Exploring the Horizon: The Red Wind Within Us

By Rebecca Lillich

April 1, 2018, PUBLISHED BY IN DANCE

dancers in redIn trying times of transition, a resurgence of art and activism allows room for renewed questioning of assumed certainties. The current political climate has created a pressurized environment where artists have used their platforms to contest and reimagine the structures we are operating within, and many have been looking into the past to further inspire what our futures could be.

The spirit of revolutionary renewal has been a continual force throughout time and has served as unending inspiration for Erika Tsimbrovsky and her San Francisco-based group, Avy K Productions. Whether tackling an individual’s experience of creativity, such as Nijinsky’s journal in Nocturnal Butterflies (2009), or addressing artistic movements throughout time, such as in Un-Still Life (2015), the collective’s multimedia, improvised performances invest in the possibilities inherent in the creative present.

An artist of Jewish and Russian heritage who was educated under the Soviet Socialist Republic, Tsimbrovsky combatted an embedded discomfort with revolution through the practice of improvised performance, drawing inspiration from artists of the Russian Avant Garde movement whose work challenged her to reimagine the possible. In her work to connect the innovative spirit of the Avant Garde movement with today’s political and artistic climates, Tsimbrovsky articulates that “we are a product of the revolution, of its errors and consequences. The passion of the romantic spirit of the revolution and pain of its destruction are inside our bodies.”

Ruah Aduma/Red Wind has been in process for Tsimbrovsky since 2005; it has lived in various iterations of her performance practice but has most recently been explored at SAFEhouse Arts in San Francisco, May 2017 and at the Eleanor D. Wilson Museum at Hollins University in conjunction with her MFA thesis, June 2017. An hour-long installation/performance combining video, dance, poetry and live painting from Vadim Puyandaev, the work explores the undercurrent of the revolutionary spirit through time and specifically questions how the Russian Avant Garde movement can inform and contribute to artistic investigations today.

The Russian Avant Garde movement occurred between the 1890s and 1930s; Tsimbrovsky’s work focuses on themes of the movement that experienced a resurgence in America during the 1960s. Artists such as Kazimir Malevich, Wassily Kandinsky, Velimir Khlebnikov, and many others were ignited by witnessing political, societal and technological revolutions to imagine new futures through art. The artistic legacies of many of the artists were stunted when the Soviet government came into power, causing a violent silencing of dissenters. The movement, which embraced challenging authority and questioning of who has the power to shape identity, was not viewed favorably by the Soviet Union. After this period, art became commodified into propaganda and artistic possibilities that invested in exploration, such as abstraction, were deterred. The Avant Garde had utilized many mediums to question certainty, dismantling codified forms such as poetry and painting and abstracting them as a means of research.

dancers in blue

Abstraction here becomes a means for envisioning possibility. In many ways the power to invest in abstraction was a spiritual awakening to otherness in the world and a resistance to given oppressive structures. During the resurgence of the Avant Garde movement in the United States, an investment in identity discourse and politics became a significant proponent of feminist possibility and queer empowerment. Developing discourse over both of these fields in the 1960s allowed for a further interrogation of the possibilities of abstract art. Queer and feminist forces were able to use abstract art as a means of perceiving and reflecting on radical change throughout their society.

Tsimbrovsky’s work engages dualisms that are not binary but contingent on each other for meaning; the horizon is created by the meeting of earth and sky, the movement of the work develops between form and force, we operate between understandings of the constructed and deconstructed, the meaning and meaninglessness, between Apollo and Dionysus. The balancing of opposing forces creates the zero point of happening. Between the certain(past) and uncertain(future) we experience the momentous present and all its innumerable possibilities, our own possibilities as individuals.

These dualistic ideas serve as the entry point to the structure of uah Aduma/Red Wind, connecting what Tsimbrovsky calls “flesh from the ancient past” and creating a new language to foresee a future ready for transformation. Abstraction when enacted through performance becomes a means of sharing an expansive exploration of the human subconscious beyond and within cultural borders. This shared experience, created through the collaboration of dancers, media and installation, hopes to reevaluate how the efforts of past artists inform our future.

“I believe we are experiencing another shift,” says Tsimbrovsky, “another time of change on all levels and in all systems.” During times of transition, when the future seems uncertain, the world can pulse with utopias full of potential. The culmination of these pasts, presents and futures within a performance seek to invest in the potential of the human spirit.


This article appeared in the April 2018 edition of In Dance.


Rebecca Lillich was born in Bad Soden, Germany and grew up in Syracuse, New York. She received her BFA from the Alonzo King LINES Ballet BFA Program in San Francisco, California with a minor in English. She is a aspiring artist and MFA candidate attending the Hollins University Residency Program in Roanoke, Virginia.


• Your goal
Reproduce each entry exactly as written.
= = = =
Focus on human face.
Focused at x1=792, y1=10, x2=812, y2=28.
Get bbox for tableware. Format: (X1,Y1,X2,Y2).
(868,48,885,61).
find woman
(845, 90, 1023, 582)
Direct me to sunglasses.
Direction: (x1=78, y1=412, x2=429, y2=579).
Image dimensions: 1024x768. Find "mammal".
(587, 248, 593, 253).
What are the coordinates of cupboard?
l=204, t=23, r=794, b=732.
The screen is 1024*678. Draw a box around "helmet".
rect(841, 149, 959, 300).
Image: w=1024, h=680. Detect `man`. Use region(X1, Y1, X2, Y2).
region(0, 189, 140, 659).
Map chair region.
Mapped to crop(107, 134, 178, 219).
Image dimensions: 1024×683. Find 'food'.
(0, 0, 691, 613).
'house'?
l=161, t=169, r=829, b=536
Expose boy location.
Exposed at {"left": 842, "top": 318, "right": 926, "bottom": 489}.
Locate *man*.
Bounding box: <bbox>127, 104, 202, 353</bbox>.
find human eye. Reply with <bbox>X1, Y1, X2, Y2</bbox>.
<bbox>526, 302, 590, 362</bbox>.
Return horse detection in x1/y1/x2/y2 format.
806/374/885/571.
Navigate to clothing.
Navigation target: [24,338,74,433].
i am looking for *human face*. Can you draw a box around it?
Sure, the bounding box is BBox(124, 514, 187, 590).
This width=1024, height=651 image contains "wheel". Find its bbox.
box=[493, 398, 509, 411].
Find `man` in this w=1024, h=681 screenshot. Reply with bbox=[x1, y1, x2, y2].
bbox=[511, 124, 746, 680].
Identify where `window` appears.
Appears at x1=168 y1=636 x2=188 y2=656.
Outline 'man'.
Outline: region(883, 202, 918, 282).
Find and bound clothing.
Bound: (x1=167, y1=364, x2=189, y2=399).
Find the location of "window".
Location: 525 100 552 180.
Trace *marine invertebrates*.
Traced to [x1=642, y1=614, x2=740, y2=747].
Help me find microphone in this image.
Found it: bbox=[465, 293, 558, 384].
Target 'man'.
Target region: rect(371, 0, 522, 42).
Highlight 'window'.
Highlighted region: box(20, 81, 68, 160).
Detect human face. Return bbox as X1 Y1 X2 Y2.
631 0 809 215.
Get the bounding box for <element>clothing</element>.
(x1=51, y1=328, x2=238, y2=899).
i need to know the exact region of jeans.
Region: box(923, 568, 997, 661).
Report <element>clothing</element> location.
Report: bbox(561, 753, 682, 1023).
= = = =
• Solution for this task
Focus on human face.
Focused at x1=792, y1=10, x2=812, y2=28.
Get bbox for tableware. Format: (X1,Y1,X2,Y2).
(868,48,885,61).
find woman
(845, 90, 1023, 582)
Direct me to sunglasses.
Direction: (x1=78, y1=412, x2=429, y2=579).
Image dimensions: 1024x768. Find "mammal".
(587, 248, 593, 253).
What are the coordinates of cupboard?
l=204, t=23, r=794, b=732.
The screen is 1024*678. Draw a box around "helmet".
rect(841, 149, 959, 300).
Image: w=1024, h=680. Detect `man`. Use region(X1, Y1, X2, Y2).
region(0, 189, 140, 659).
Map chair region.
Mapped to crop(107, 134, 178, 219).
Image dimensions: 1024×683. Find 'food'.
(0, 0, 691, 613).
'house'?
l=161, t=169, r=829, b=536
Expose boy location.
Exposed at {"left": 842, "top": 318, "right": 926, "bottom": 489}.
Locate *man*.
Bounding box: <bbox>127, 104, 202, 353</bbox>.
find human eye. Reply with <bbox>X1, Y1, X2, Y2</bbox>.
<bbox>526, 302, 590, 362</bbox>.
Return horse detection in x1/y1/x2/y2 format.
806/374/885/571.
Navigate to clothing.
Navigation target: [24,338,74,433].
i am looking for *human face*. Can you draw a box around it?
Sure, the bounding box is BBox(124, 514, 187, 590).
This width=1024, height=651 image contains "wheel". Find its bbox.
box=[493, 398, 509, 411].
Find `man` in this w=1024, h=681 screenshot. Reply with bbox=[x1, y1, x2, y2].
bbox=[511, 124, 746, 680].
Identify where `window` appears.
Appears at x1=168 y1=636 x2=188 y2=656.
Outline 'man'.
Outline: region(883, 202, 918, 282).
Find and bound clothing.
Bound: (x1=167, y1=364, x2=189, y2=399).
Find the location of "window".
Location: 525 100 552 180.
Trace *marine invertebrates*.
Traced to [x1=642, y1=614, x2=740, y2=747].
Help me find microphone in this image.
Found it: bbox=[465, 293, 558, 384].
Target 'man'.
Target region: rect(371, 0, 522, 42).
Highlight 'window'.
Highlighted region: box(20, 81, 68, 160).
Detect human face. Return bbox as X1 Y1 X2 Y2.
631 0 809 215.
Get the bounding box for <element>clothing</element>.
(x1=51, y1=328, x2=238, y2=899).
i need to know the exact region of jeans.
Region: box(923, 568, 997, 661).
Report <element>clothing</element> location.
Report: bbox(561, 753, 682, 1023).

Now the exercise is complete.